Junk vehicles catalyst for saving lives in Kentucky

Junk vehicles catalyst for saving lives in Kentucky

The Rotary Club of Lexington, the Lexington Fayette Urban County Government (LFUCG), industry, and the public are working together to meet the goal of “instituting a working smoke detector in every residence in Fayette County, Kentucky, by the year 2000.” Their vehicle for meeting this objective is the “Save A Life” program launched in February 1995 by the Lexington Rotary Club and the LFUCG.

Under the program, citizens wishing to dispose of junk vehicles and who agree to forgo the current salvage fee of $80 per vehicle call a hotline established for the program. The car is towed without charge by Bluegrass Towing, Inc., which donates the $80-per-car salvage fee to the “Save A Life” program. Other participants in the junk-car component of the program are Baker Iron and Metal Co., Cellular One, and several departments and divisions of the Urban County Government.

The program, which could net between $4,000 and $8,000 annually for the purchase of smoke detectors, offers several benefits for the community, says Chuck Mallory, director of the Division of Code Enforcement for the LFUCG. He explains that, in addition to saving lives by providing money for the purchase of smoke detectors, disposing of junk vehicles helps beautify the community and reduces the threats to the water supply, pets, and wildlife posed by leaking fluids from the vehicles and health threats created by rodents and insects that may breed in the vehicles.

An additional advantage of the program is that tenants have been reporting landlords who have not provided smoke detectors in their residences, making it possible for the Division of Code Enforcement to follow through with the landlords to ensure the installation of detectors in their rental properties. All new residential construction must have hardwire/battery backup detectors. Mallory points out that about 43 percent of local residential A housing is rental and help is needed in identifying properties not protected by detectors. The Lexington Division of Fire and Emergency Services responded to 387 residential fires during 1994, and 139 of these residences did not have smoke detectors present, notes Mallory. An additional 30 had nonworking detectors, he adds. Five people died in residential fires in Fayette County in 1995; working smoke detectors were not present in any of these cases, according to local fire officials.

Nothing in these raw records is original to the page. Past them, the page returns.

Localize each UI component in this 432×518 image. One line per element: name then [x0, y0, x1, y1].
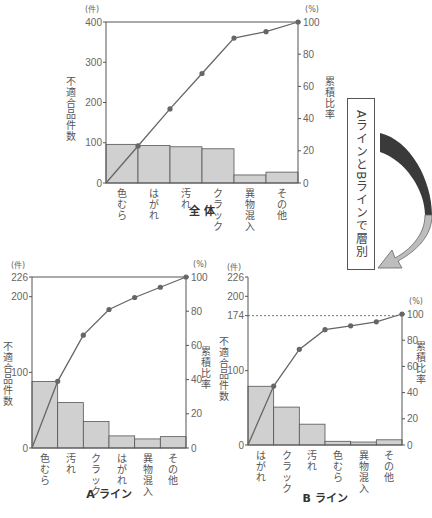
y2-tick-label: 80	[191, 306, 203, 317]
svg-text:他: 他	[168, 474, 178, 486]
category-label: はがれ	[117, 453, 127, 486]
y2-tick-label: 0	[303, 178, 309, 189]
svg-text:む: む	[117, 199, 127, 210]
svg-text:ク: ク	[91, 453, 101, 464]
cumulative-point	[297, 347, 302, 352]
svg-text:入: 入	[245, 221, 255, 232]
bar	[83, 422, 109, 448]
y2-tick-label: 100	[303, 17, 320, 28]
svg-text:そ: そ	[168, 453, 178, 464]
stratify-label-box: AラインとBラインで層別	[347, 98, 375, 270]
pareto-chart-2: 0100174200226(件)020406080100(%)不適合品件数累積比…	[219, 262, 426, 505]
cumulative-point	[374, 319, 379, 324]
y-axis-label: 不適合品件数	[66, 76, 76, 142]
svg-text:色: 色	[117, 187, 127, 199]
svg-text:ら: ら	[40, 475, 50, 486]
svg-text:数: 数	[66, 130, 76, 142]
cumulative-point	[295, 19, 300, 24]
y-tick-label: 226	[11, 272, 28, 283]
y-unit: (件)	[11, 260, 25, 270]
svg-text:は: は	[256, 450, 266, 461]
cumulative-point	[271, 383, 276, 388]
svg-text:入: 入	[359, 483, 369, 494]
cumulative-point	[81, 333, 86, 338]
svg-text:異: 異	[143, 453, 153, 464]
cumulative-point	[158, 285, 163, 290]
svg-text:不: 不	[219, 336, 229, 347]
category-label: 汚れ	[66, 452, 76, 475]
svg-text:他: 他	[277, 209, 287, 221]
category-label: はがれ	[149, 188, 159, 221]
category-label: 色むら	[333, 449, 343, 483]
svg-text:率: 率	[416, 373, 426, 385]
svg-text:は: は	[117, 453, 127, 464]
y2-tick-label: 100	[407, 309, 424, 320]
svg-text:れ: れ	[149, 210, 159, 221]
bar	[234, 175, 266, 183]
svg-text:品: 品	[3, 374, 13, 385]
svg-text:積: 積	[325, 86, 335, 98]
cumulative-point	[263, 29, 268, 34]
y2-unit: (%)	[409, 297, 423, 306]
pareto-chart-0: 0100200300400(件)020406080100(%)不適合品件数累積比…	[66, 4, 335, 232]
y-tick-label: 100	[11, 367, 28, 378]
y2-tick-label: 60	[303, 81, 315, 92]
y2-unit: (%)	[193, 260, 207, 269]
cumulative-point	[399, 311, 404, 316]
svg-text:積: 積	[416, 351, 426, 363]
stratify-label: AラインとBラインで層別	[353, 110, 370, 258]
y2-axis-label: 累積比率	[416, 341, 426, 385]
category-label: その他	[277, 188, 287, 221]
svg-text:累: 累	[416, 341, 426, 352]
svg-text:不: 不	[66, 76, 76, 87]
svg-text:混: 混	[143, 475, 153, 486]
bar	[376, 440, 402, 445]
y-tick-label: 0	[22, 443, 28, 454]
svg-text:ら: ら	[333, 472, 343, 483]
svg-text:ラ: ラ	[91, 464, 101, 475]
y2-tick-label: 0	[407, 440, 413, 451]
svg-text:む: む	[40, 464, 50, 475]
cumulative-point	[231, 36, 236, 41]
y-tick-label: 200	[227, 291, 244, 302]
category-label: 色むら	[117, 187, 127, 221]
svg-text:ッ: ッ	[282, 472, 292, 483]
svg-text:件: 件	[3, 385, 13, 396]
svg-text:が: が	[256, 460, 266, 472]
y2-tick-label: 20	[407, 413, 419, 424]
y-unit: (件)	[85, 4, 99, 14]
y-tick-label: 174	[227, 310, 244, 321]
svg-text:む: む	[333, 461, 343, 472]
bar	[266, 172, 298, 183]
cumulative-point	[106, 307, 111, 312]
svg-text:の: の	[384, 461, 394, 472]
svg-text:率: 率	[325, 108, 335, 120]
cumulative-point	[348, 323, 353, 328]
y-tick-label: 300	[85, 57, 102, 68]
cumulative-point	[183, 274, 188, 279]
cumulative-point	[322, 327, 327, 332]
svg-text:ク: ク	[213, 188, 223, 199]
svg-text:れ: れ	[256, 472, 266, 483]
cumulative-point	[199, 71, 204, 76]
y-tick-label: 0	[96, 178, 102, 189]
svg-text:比: 比	[325, 98, 335, 109]
category-label: 異物混入	[143, 453, 153, 497]
bar	[274, 407, 300, 445]
svg-text:他: 他	[384, 471, 394, 483]
y-tick-label: 200	[85, 97, 102, 108]
bar	[160, 437, 186, 448]
svg-text:れ: れ	[307, 461, 317, 472]
pareto-chart-1: 0100200226(件)020406080100(%)不適合品件数累積比率色む…	[3, 260, 211, 501]
bar	[138, 146, 170, 183]
svg-text:入: 入	[143, 486, 153, 497]
cumulative-point	[167, 106, 172, 111]
svg-text:品: 品	[66, 109, 76, 120]
category-label: 色むら	[40, 452, 50, 486]
category-label: はがれ	[256, 450, 266, 483]
y2-axis-label: 累積比率	[325, 76, 335, 120]
svg-text:比: 比	[416, 363, 426, 374]
svg-text:そ: そ	[384, 450, 394, 461]
svg-text:ら: ら	[117, 210, 127, 221]
svg-text:は: は	[149, 188, 159, 199]
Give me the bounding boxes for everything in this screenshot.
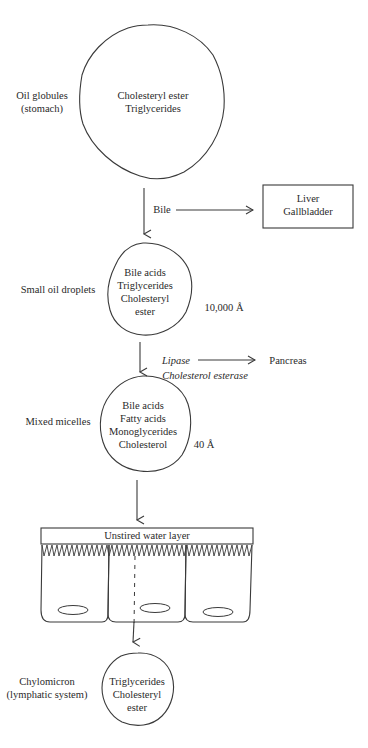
small-oil-droplets-label: Small oil droplets [18, 283, 98, 296]
unstired-water-layer-label: Unstired water layer [41, 529, 253, 542]
small-droplet-contents: Bile acids Triglycerides Cholesteryl est… [110, 266, 180, 318]
liver-label: Liver [263, 192, 353, 205]
content-item: ester [110, 305, 180, 318]
pancreas-label: Pancreas [266, 354, 310, 367]
content-item: Cholesterol [105, 438, 181, 451]
content-item: Triglycerides [98, 102, 208, 115]
enterocyte-cell-2 [108, 545, 186, 622]
content-item: Cholesteryl ester [98, 89, 208, 102]
content-item: Bile acids [105, 399, 181, 412]
content-item: Fatty acids [105, 412, 181, 425]
lipase-label: Lipase [161, 354, 191, 367]
arrow-to-chylomicron [133, 622, 134, 642]
chylomicron-contents: Triglycerides Cholesteryl ester [104, 675, 170, 714]
mixed-micelles-label: Mixed micelles [24, 415, 92, 428]
chylomicron-label-line1: Chylomicron [4, 675, 90, 688]
content-item: Cholesteryl [104, 688, 170, 701]
nucleus-cell-1 [58, 606, 88, 615]
oil-globules-label-line1: Oil globules [10, 89, 74, 102]
content-item: Triglycerides [104, 675, 170, 688]
nucleus-cell-3 [203, 608, 233, 617]
content-item: ester [104, 701, 170, 714]
content-item: Monoglycerides [105, 425, 181, 438]
enterocyte-cell-3 [185, 545, 252, 622]
mixed-micelle-contents: Bile acids Fatty acids Monoglycerides Ch… [105, 399, 181, 451]
micelle-size-label: 40 Å [190, 438, 218, 451]
nucleus-cell-2 [140, 604, 170, 613]
bile-label: Bile [150, 203, 174, 216]
content-item: Triglycerides [110, 279, 180, 292]
microvilli-brush-border [42, 545, 252, 556]
dashed-absorption-path [134, 556, 135, 628]
content-item: Cholesteryl [110, 292, 180, 305]
content-item: Bile acids [110, 266, 180, 279]
droplet-size-label: 10,000 Å [200, 301, 248, 314]
oil-globules-label: Oil globules (stomach) [10, 89, 74, 115]
chylomicron-label-line2: (lymphatic system) [4, 688, 90, 701]
liver-gallbladder-label: Liver Gallbladder [263, 192, 353, 218]
cholesterol-esterase-label: Cholesterol esterase [160, 369, 250, 382]
gallbladder-label: Gallbladder [263, 205, 353, 218]
enterocyte-cell-1 [41, 545, 109, 622]
chylomicron-label: Chylomicron (lymphatic system) [4, 675, 90, 701]
oil-globules-contents: Cholesteryl ester Triglycerides [98, 89, 208, 115]
oil-globules-label-line2: (stomach) [10, 102, 74, 115]
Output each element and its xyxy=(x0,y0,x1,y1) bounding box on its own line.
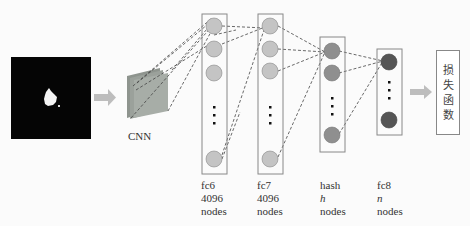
loss-char: 函 xyxy=(443,93,454,108)
layer-fc7 xyxy=(258,14,283,174)
arrow-right-icon xyxy=(94,89,116,106)
layer-label-hash: hash h nodes xyxy=(320,179,346,218)
loss-char: 损 xyxy=(443,63,454,78)
layer-fc8 xyxy=(377,49,402,135)
arrow-right-icon xyxy=(410,85,432,99)
layer-name: fc6 xyxy=(201,179,227,192)
layer-label-fc7: fc7 4096 nodes xyxy=(257,179,283,218)
layer-fc6 xyxy=(202,14,227,174)
loss-char: 数 xyxy=(443,108,454,123)
input-image xyxy=(11,57,91,139)
layer-name: fc8 xyxy=(377,179,403,192)
connections-fc7-hash xyxy=(278,26,325,157)
cnn-label: CNN xyxy=(128,130,151,142)
layer-label-fc6: fc6 4096 nodes xyxy=(201,179,227,218)
loss-char: 失 xyxy=(443,78,454,93)
layer-unit: nodes xyxy=(377,205,403,218)
layer-name: fc7 xyxy=(257,179,283,192)
layer-label-fc8: fc8 n nodes xyxy=(377,179,403,218)
loss-function-box: 损 失 函 数 xyxy=(436,50,460,135)
layer-unit: nodes xyxy=(257,205,283,218)
connections-hash-fc8 xyxy=(339,51,383,134)
cnn-feature-maps-icon xyxy=(127,68,168,119)
diagram-canvas: CNN fc6 4096 nodes fc7 4096 nodes hash h… xyxy=(0,0,470,226)
layer-size: h xyxy=(320,192,346,205)
layer-name: hash xyxy=(320,179,346,192)
layer-size: 4096 xyxy=(257,192,283,205)
layer-unit: nodes xyxy=(320,205,346,218)
layer-size: n xyxy=(377,192,403,205)
layer-size: 4096 xyxy=(201,192,227,205)
layer-unit: nodes xyxy=(201,205,227,218)
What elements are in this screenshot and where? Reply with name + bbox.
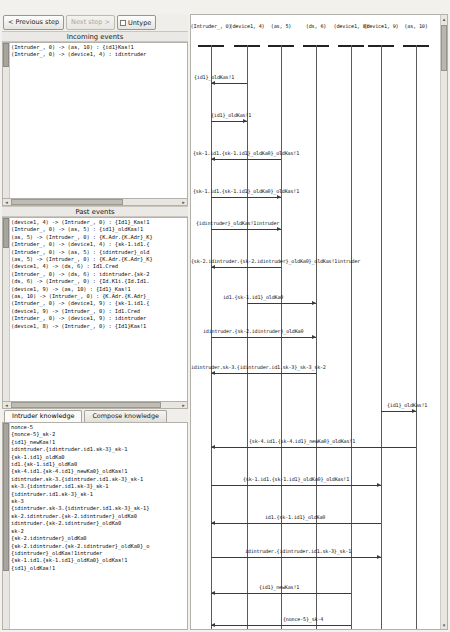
message-label: {sk-1.id1.{sk-1.id1}_oldKa0}_oldKas!1	[193, 150, 299, 156]
list-item[interactable]: (Intruder_, 0) -> (device1, 4) : idintru…	[11, 51, 187, 58]
list-item[interactable]: (as, 10) -> (Intruder_, 0) : {K.Adr.{K.A…	[11, 293, 187, 300]
scroll-thumb[interactable]	[3, 43, 9, 67]
list-item[interactable]: sk-2	[11, 528, 187, 535]
list-item[interactable]: {sk-2.idintruder}_oldKa0	[11, 535, 187, 542]
message-arrow	[211, 373, 316, 374]
message-label: id1.{sk-1.id1}_oldKa0	[223, 294, 283, 300]
knowledge-tabs: Intruder knowledge Compose knowledge	[2, 409, 188, 422]
list-item[interactable]: sk-2.idintruder.{sk-2.idintruder}_oldKa0	[11, 513, 187, 520]
incoming-events-vscrollbar[interactable]	[3, 43, 10, 198]
message-label: idintruder.{idintruder.id1.sk-3}_sk-1	[245, 548, 351, 554]
scroll-thumb[interactable]	[11, 199, 123, 205]
tab-compose-knowledge[interactable]: Compose knowledge	[84, 410, 167, 422]
scroll-up-icon[interactable]: ▴	[441, 16, 447, 22]
scroll-thumb[interactable]	[441, 25, 447, 71]
next-step-button[interactable]: Next step >	[66, 15, 115, 30]
message-arrowhead	[211, 591, 215, 595]
message-arrow	[211, 557, 381, 558]
message-arrowhead	[211, 81, 215, 85]
scroll-right-icon[interactable]: ▸	[180, 199, 187, 205]
message-arrow	[211, 267, 281, 268]
list-item[interactable]: {idintruder}_oldKas!1intruder	[11, 550, 187, 557]
list-item[interactable]: (Intruder_, 0) -> (as, 5) : {id1}_oldKas…	[11, 226, 187, 233]
message-arrow	[211, 197, 281, 198]
intruder-knowledge-list[interactable]: nonce-5{nonce-5}_sk-2{id1}_newKas!1idint…	[2, 422, 188, 630]
message-label: {sk-1.id1.{sk-1.id1}_oldKa0}_oldKas!1	[193, 188, 299, 194]
list-item[interactable]: (Intruder_, 0) -> (device1, 9) : {sk-1.i…	[11, 300, 187, 307]
sequence-diagram-pane[interactable]: (Intruder_, 0)(device1, 4)(as, 5)(ds, 6)…	[190, 14, 448, 630]
message-arrow	[211, 121, 247, 122]
scroll-thumb[interactable]	[3, 218, 9, 248]
message-arrow	[211, 523, 381, 524]
list-item[interactable]: {id1}_newKas!1	[11, 439, 187, 446]
past-events-hscrollbar[interactable]: ◂ ▸	[2, 402, 188, 409]
list-item[interactable]: sk-3	[11, 498, 187, 505]
message-arrow	[211, 83, 247, 84]
list-item[interactable]: {sk-4.id1.{sk-4.id1}_newKa0}_oldKas!1	[11, 468, 187, 475]
message-arrowhead	[377, 483, 381, 487]
scroll-thumb[interactable]	[3, 423, 9, 571]
list-item[interactable]: {nonce-5}_sk-2	[11, 431, 187, 438]
scroll-left-icon[interactable]: ◂	[3, 199, 10, 205]
message-label: {sk-4.id1.{sk-4.id1}_newKa0}_oldKas!1	[249, 438, 355, 444]
message-arrow	[381, 411, 416, 412]
list-item[interactable]: (device1, 4) -> (Intruder_, 0) : {Id1}_K…	[11, 219, 187, 226]
diagram-vscrollbar[interactable]: ▴ ▾	[440, 15, 447, 629]
incoming-events-hscrollbar[interactable]: ◂ ▸	[2, 199, 188, 206]
list-item[interactable]: (device1, 8) -> (Intruder_, 0) : {Id1}Ka…	[11, 323, 187, 330]
scroll-down-icon[interactable]: ▾	[441, 622, 447, 628]
list-item[interactable]: (device1, 9) -> (Intruder_, 0) : Id1.Cre…	[11, 308, 187, 315]
list-item[interactable]: id1.{sk-1.id1}_oldKa0	[11, 461, 187, 468]
list-item[interactable]: (Intruder_, 0) -> (device1, 9) : idintru…	[11, 315, 187, 322]
message-label: {id1}_oldKas!1	[211, 112, 251, 118]
list-item[interactable]: {idintruder.id1.sk-3}_sk-1	[11, 491, 187, 498]
incoming-events-title: Incoming events	[2, 31, 188, 42]
message-arrow	[211, 593, 351, 594]
knowledge-vscrollbar[interactable]	[3, 423, 10, 629]
list-item[interactable]: (Intruder_, 0) -> (device1, 4) : {sk-1.i…	[11, 241, 187, 248]
list-item[interactable]: {idintruder.sk-3.{idintruder.id1.sk-3}_s…	[11, 505, 187, 512]
list-item[interactable]: idintruder.{sk-2.idintruder}_oldKa0	[11, 520, 187, 527]
past-events-list[interactable]: (device1, 4) -> (Intruder_, 0) : {Id1}_K…	[2, 217, 188, 402]
previous-step-button[interactable]: < Previous step	[3, 15, 64, 30]
list-item[interactable]: (device1, 9) -> (as, 10) : {Id1}_Kas!1	[11, 286, 187, 293]
scroll-thumb[interactable]	[11, 402, 161, 408]
list-item[interactable]: idintruder.sk-3.{idintruder.id1.sk-3}_sk…	[11, 476, 187, 483]
past-events-rows: (device1, 4) -> (Intruder_, 0) : {Id1}_K…	[10, 218, 187, 401]
list-item[interactable]: (Intruder_, 0) -> (as, 10) : {id1}Kas!1	[11, 44, 187, 51]
list-item[interactable]: {sk-2.idintruder.{sk-2.idintruder}_oldKa…	[11, 543, 187, 550]
message-arrow	[211, 625, 351, 626]
past-events-vscrollbar[interactable]	[3, 218, 10, 401]
list-item[interactable]: {sk-1.id1.{sk-1.id1}_oldKa0}_oldKas!1	[11, 557, 187, 564]
message-arrowhead	[377, 555, 381, 559]
list-item[interactable]: (as, 5) -> (Intruder_, 0) : {K.Adr.{K.Ad…	[11, 256, 187, 263]
list-item[interactable]: {id1}_oldKas!1	[11, 565, 187, 572]
list-item[interactable]: nonce-5	[11, 424, 187, 431]
message-label: {sk-2.idintruder.{sk-2.idintruder}_oldKa…	[191, 258, 360, 264]
scroll-left-icon[interactable]: ◂	[3, 402, 10, 408]
untype-checkbox[interactable]: Untype	[117, 15, 156, 30]
message-arrowhead	[211, 371, 215, 375]
tab-intruder-knowledge[interactable]: Intruder knowledge	[4, 410, 82, 422]
lifeline-label: (as, 10)	[388, 23, 444, 30]
list-item[interactable]: (device1, 4) -> (ds, 6) : Id1.Cred	[11, 263, 187, 270]
lifeline-axis	[316, 45, 317, 629]
sequence-diagram-canvas: (Intruder_, 0)(device1, 4)(as, 5)(ds, 6)…	[191, 15, 442, 630]
list-item[interactable]: sk-3.{idintruder.id1.sk-3}_sk-1	[11, 483, 187, 490]
past-events-panel: Past events (device1, 4) -> (Intruder_, …	[2, 206, 188, 409]
incoming-events-list[interactable]: (Intruder_, 0) -> (as, 10) : {id1}Kas!1(…	[2, 42, 188, 199]
intruder-knowledge-panel: nonce-5{nonce-5}_sk-2{id1}_newKas!1idint…	[2, 422, 188, 630]
list-item[interactable]: {sk-1.id1}_oldKa0	[11, 454, 187, 461]
lifeline-axis	[351, 45, 352, 629]
incoming-events-rows: (Intruder_, 0) -> (as, 10) : {id1}Kas!1(…	[10, 43, 187, 198]
message-arrow	[247, 303, 316, 304]
scroll-right-icon[interactable]: ▸	[180, 402, 187, 408]
list-item[interactable]: (Intruder_, 0) -> (ds, 6) : idintruder.{…	[11, 271, 187, 278]
message-label: idintruder.sk-3.{idintruder.id1.sk-3}_sk…	[191, 364, 326, 370]
list-item[interactable]: idintruder.{idintruder.id1.sk-3}_sk-1	[11, 446, 187, 453]
list-item[interactable]: (as, 5) -> (Intruder_, 0) : {K.Adr.{K.Ad…	[11, 234, 187, 241]
message-label: {id1}_oldKas!1	[194, 74, 234, 80]
list-item[interactable]: (Intruder_, 0) -> (as, 5) : {idintruder}…	[11, 249, 187, 256]
message-arrow	[211, 337, 316, 338]
list-item[interactable]: (ds, 6) -> (Intruder_, 0) : {Id.K1i.{Id.…	[11, 278, 187, 285]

Among donations that helped launch the program were the following: 400 “First Alert” smoke detectors from BRK Brands, Inc.; the services of Wheatley Blair of Chicago, BRK`s advertising agency, in creating a comprehensive smoke detector awareness program in Lexington; and seed money in the amount of $2,000 from the Lexington Rotary Club and $5,000 from the Fraternal Order of Firefighters.

During the first six weeks the program has been in existence, more than 80 homeowners have been approved for free smoke detectors, which are delivered (and installed, if necessary) by Rotary members. Under the program, free smoke detectors are provided to the handicapped, the elderly, and low-income individuals.